### PROBLEM REQUIREMENTS
Type out all the records once more, exactly.

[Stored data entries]
========================================
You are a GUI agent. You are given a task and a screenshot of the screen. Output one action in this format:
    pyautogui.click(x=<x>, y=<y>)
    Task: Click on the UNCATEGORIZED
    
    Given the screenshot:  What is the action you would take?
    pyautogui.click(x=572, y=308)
========================================
### ANSWER TO THE EXERCISE
You are a GUI agent. You are given a task and a screenshot of the screen. Output one action in this format:
    pyautogui.click(x=<x>, y=<y>)
    Task: Click on the UNCATEGORIZED
    
    Given the screenshot:  What is the action you would take?
    pyautogui.click(x=572, y=308)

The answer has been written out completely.